[Scons-dev] Some thoughts

Kenny, Jason L jason.l.kenny at intel.com
Tue Sep 4 10:18:33 EDT 2012


Hi

I had some thought from what I have done in Parts about Scons.

Doing the work I have done with Parts and SCons I have found a various set of thoughts.

What do we build?
SCons has changed the way it handle stuff being out of date. When I started SCons would do logic with the MD5 check that I really liked. I could change a foo.c file by adding a comment. SCons would rebuild this file and when it look at the linking it would see the foo.o was that same as it was before and not link a new SO file. This was correct as only the differences would be built. At this moment Scons assume all dependent file are out of date if a child is out of date and rebuilds them implicitly. This mean it build more than it should. I am not sure why we want this. I pretty sure anything that needs this to build, is not defining what relationship to the build system correctly.

Speed issues at startup!
Scons as a build system is nice as in we can say I want to do something and SCons does what we want normally. We want a build system to only build what it has to, nothing else.

SCons is slow with large builds. However given the correctness, I don't know any build system that is while making it as easy to build large projects ( ie build 100K+ files across 1000 different Components .. ie Parts for me). This is not say there is a lot we can improve on. One of the thing I have tried to make better ( currently finishing off a massive improvement to this thinking) is that we can do a quick set of checks on files that define content to see if the node it would define might be out of date. This means that the node information about the node SCons stored is out of date. If these files are not out of date in theory we could have SCons check the files on disk and build anything out of date without loading a single SConstruct file. This is simpler said that done, as many actions are Python functions, which are not easy to store like some CLI actions string. However in theory this could be done. What I do know from what I do in Parts is that we can do a check of files that define content for nodes based on the target to see if what set of files need to be loaded again, mix that with a check to see what node are out of date we can get a set of file that need to be loaded to build what is out of date. This logic shows a very large improvement in startup time in Scons.

Parts defines an idea of a Sconstruct being a file like a master project or solution file, while a Part file is like project file. Scons by definition tries to be a Make replacement, so it out of the box supports a recursive make idea. I believe what I stated above about reduce loading can be applied in both cases.

Going forward, better integration of these checks with task master means the SCons could start build section of the tree before it reads in all the files, as at certain points we know that there is nothing we can add to build a set of node. This is easier said in Parts as we have nice Partitions of what to build.

Dynamic Node issue.

Given what was said about Java, I have I believe a similar but different issue with SCons. There are often issue with wanting to glob for files to do something with. However with what I tried to do with Pattern in Parts or using Scons with Glob, they both have one common fault. That is they produce a set of node based on what exists ( or known) at that point of time. This mean we get issue with saying copy all the files in directory X of a certain pattern Y to a certain location Z if we don't have the order correct. This is because unless all the files are defined to SCons before we do the Glob() we get an incomplete set of files returned to pass to a different builder. This become an issue in large build where it is hard to make sure the order of everything is defined in correct order.

What I think we need is notion of filler/dynamic node that says something like "there are some node here" but we can fill them in till all dependents of the node are done. This also means the user can see not what these node will explain to are during the "reading" of the Sconscript files.

Other build systems

My last thought is dealing with other build systems. One issue I get a lot at work, is how to do I take this configure/make file hand have it build correctly under SCons. My first answer is why not user Parts/SCons as the end result is normally 10 line of code or less and it will build different system easily. However I normally get a "Well, we don't know what this does to build the code, we assume that since they used autoconf it must be incredibly complex, and any translation to anything else will build it incorrectly. On the windows side I tend to get why can't we make MSBUILD files outputs, and or read them in to get what should build ( and maybe override certain build settings). it seems to me that it would be useful to think about builders that can process files in other build systems so it can easily be added to a SCons build to help with migration. Or to help with developers that use IDE to write the code.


**EXERCISE DIRECTIONS:**
Scan the entries and copy each line where the word "Caucasian" is present.

**Figure content listings:**
________________
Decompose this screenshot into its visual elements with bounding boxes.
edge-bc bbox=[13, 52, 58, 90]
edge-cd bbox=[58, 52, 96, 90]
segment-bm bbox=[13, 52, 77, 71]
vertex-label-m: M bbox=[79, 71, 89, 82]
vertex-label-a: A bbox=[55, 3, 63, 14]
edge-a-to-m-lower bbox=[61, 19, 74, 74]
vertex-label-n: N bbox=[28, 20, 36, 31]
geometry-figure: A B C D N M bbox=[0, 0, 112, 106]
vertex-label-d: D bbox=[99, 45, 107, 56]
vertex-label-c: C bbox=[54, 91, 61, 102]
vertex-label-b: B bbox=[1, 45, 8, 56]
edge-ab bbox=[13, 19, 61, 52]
________________
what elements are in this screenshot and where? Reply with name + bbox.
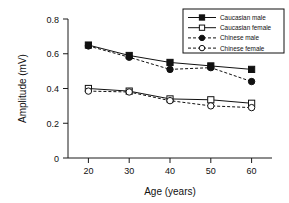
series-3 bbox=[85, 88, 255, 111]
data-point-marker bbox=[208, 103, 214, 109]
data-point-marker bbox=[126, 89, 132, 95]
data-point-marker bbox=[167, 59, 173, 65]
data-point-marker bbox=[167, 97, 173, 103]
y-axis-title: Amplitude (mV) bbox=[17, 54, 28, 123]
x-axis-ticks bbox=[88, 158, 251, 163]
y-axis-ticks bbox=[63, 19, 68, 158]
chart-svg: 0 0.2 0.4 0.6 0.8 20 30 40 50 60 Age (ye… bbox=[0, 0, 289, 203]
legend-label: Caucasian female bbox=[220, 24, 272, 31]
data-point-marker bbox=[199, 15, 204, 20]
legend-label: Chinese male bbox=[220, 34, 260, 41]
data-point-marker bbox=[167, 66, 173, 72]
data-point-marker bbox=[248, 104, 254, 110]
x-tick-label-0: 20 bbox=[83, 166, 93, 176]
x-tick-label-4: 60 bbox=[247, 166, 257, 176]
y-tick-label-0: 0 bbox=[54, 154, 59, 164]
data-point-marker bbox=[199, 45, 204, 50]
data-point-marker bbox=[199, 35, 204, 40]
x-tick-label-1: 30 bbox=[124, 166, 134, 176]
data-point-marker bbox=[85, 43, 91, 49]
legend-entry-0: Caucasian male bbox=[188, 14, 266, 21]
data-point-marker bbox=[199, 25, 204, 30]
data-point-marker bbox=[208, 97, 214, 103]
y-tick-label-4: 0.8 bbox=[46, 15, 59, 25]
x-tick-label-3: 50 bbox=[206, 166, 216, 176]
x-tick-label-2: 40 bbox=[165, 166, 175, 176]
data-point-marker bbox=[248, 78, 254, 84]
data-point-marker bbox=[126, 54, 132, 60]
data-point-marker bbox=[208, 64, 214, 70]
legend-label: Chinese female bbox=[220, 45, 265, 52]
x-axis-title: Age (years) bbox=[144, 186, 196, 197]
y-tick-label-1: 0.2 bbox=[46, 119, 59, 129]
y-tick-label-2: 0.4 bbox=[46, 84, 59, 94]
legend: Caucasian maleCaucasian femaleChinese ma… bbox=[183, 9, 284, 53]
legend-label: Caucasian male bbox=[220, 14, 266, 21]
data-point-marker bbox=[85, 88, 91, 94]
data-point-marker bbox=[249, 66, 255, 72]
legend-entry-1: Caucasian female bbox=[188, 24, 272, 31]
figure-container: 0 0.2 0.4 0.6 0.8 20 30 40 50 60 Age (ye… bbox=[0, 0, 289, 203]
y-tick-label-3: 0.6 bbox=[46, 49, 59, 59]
________________
**THE COMPLETED TASK:**
legend-label: Caucasian female bbox=[220, 24, 272, 31]
legend-entry-0: Caucasian male bbox=[188, 14, 266, 21]
legend: Caucasian maleCaucasian femaleChinese ma… bbox=[183, 9, 284, 53]
legend-label: Caucasian male bbox=[220, 14, 266, 21]
legend-entry-1: Caucasian female bbox=[188, 24, 272, 31]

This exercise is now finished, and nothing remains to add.